Wearing a face mask during the COVID-19 pandemic could be a more important part of the arsenal against the virus than previously thought.
An article in The New England Journal of Medicine suggests that universal face mask wearing “might help reduce the severity of disease and ensure that a greater proportion of new infections are asymptomatic.”
If that premise is correct, the article suggested, face mask wearing could become a form of inoculation “that would generate immunity and thereby slow the spread of the virus” during the global wait for the development of a vaccine.
The journal cited two recent outbreaks of COVID-19 in U.S. food-processing plants where workers were required to wear masks every day.
“The proportion of asymptomatic infections among the more than 500 people who became infected was 95%, with only 5% in each outbreak experiencing mild-to-moderate symptoms,” the medical journal said.
The article also said “case-fatality rates in countries with mandatory or enforced population-wide masking have remained low, even with resurgences of cases after lockdowns were lifted.”
Dr. Monica Gandhi, one of the authors of the article, who is an infectious disease physician at the University of California, San Francisco, told the British newspaper The Telegraph, “It is true that the proportion of asymptomatic infection being increased by masking might increase the proportion of the population who achieve at least short-term immunity to the virus while we await a vaccine.”
She cautioned, however, that more studies about the efficacy of mask wearing are needed.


From the entries below, count the lines holding the word "Figure" and give nothing but the number.
Source information START
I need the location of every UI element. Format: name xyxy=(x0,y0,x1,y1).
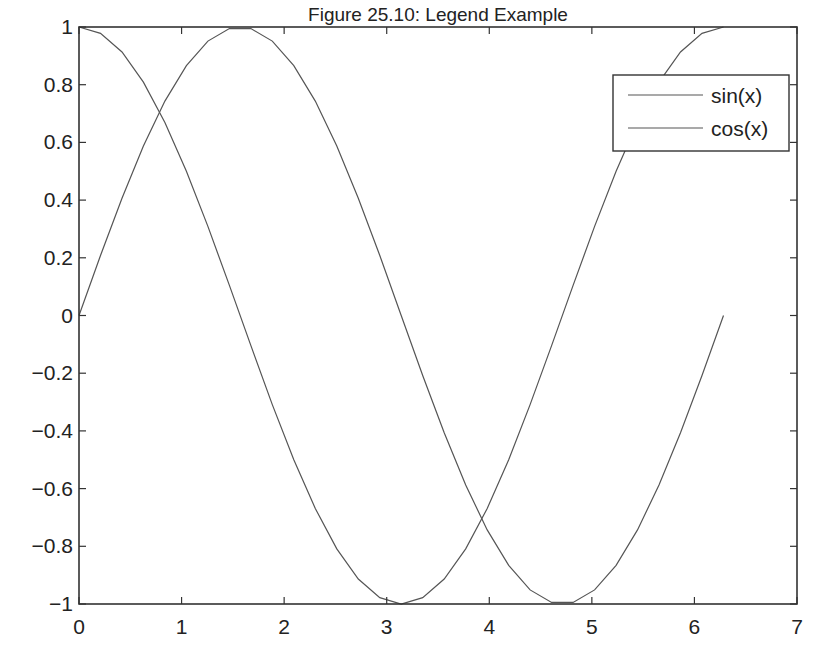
y-tick-label: 0.4 xyxy=(44,188,74,211)
x-tick-label: 4 xyxy=(483,615,495,638)
x-tick-label: 3 xyxy=(381,615,393,638)
y-tick-label: 0.8 xyxy=(44,73,73,96)
x-tick-label: 6 xyxy=(689,615,701,638)
x-tick-label: 1 xyxy=(176,615,188,638)
legend[interactable]: sin(x) cos(x) xyxy=(613,75,789,151)
y-tick-label: 0 xyxy=(61,304,73,327)
x-tick-label: 2 xyxy=(278,615,290,638)
y-tick-label: 1 xyxy=(61,15,73,38)
legend-label-sin: sin(x) xyxy=(711,84,762,107)
y-tick-label: 0.6 xyxy=(44,130,73,153)
y-tick-label: −0.8 xyxy=(32,534,73,557)
x-tick-label: 7 xyxy=(791,615,803,638)
x-tick-label: 0 xyxy=(73,615,85,638)
y-tick-label: −1 xyxy=(49,592,73,615)
x-tick-label: 5 xyxy=(586,615,598,638)
line-chart: Figure 25.10: Legend Example 01234567 −1… xyxy=(0,0,828,667)
y-tick-label: −0.6 xyxy=(32,477,73,500)
y-tick-label: −0.4 xyxy=(32,419,74,442)
y-tick-label: −0.2 xyxy=(32,361,73,384)
legend-label-cos: cos(x) xyxy=(711,117,768,140)
y-tick-label: 0.2 xyxy=(44,246,73,269)
y-axis-tick-labels: −1−0.8−0.6−0.4−0.200.20.40.60.81 xyxy=(32,15,74,615)
chart-title: Figure 25.10: Legend Example xyxy=(308,4,568,25)
x-axis-tick-labels: 01234567 xyxy=(73,615,803,638)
Source information END
(Task response) 2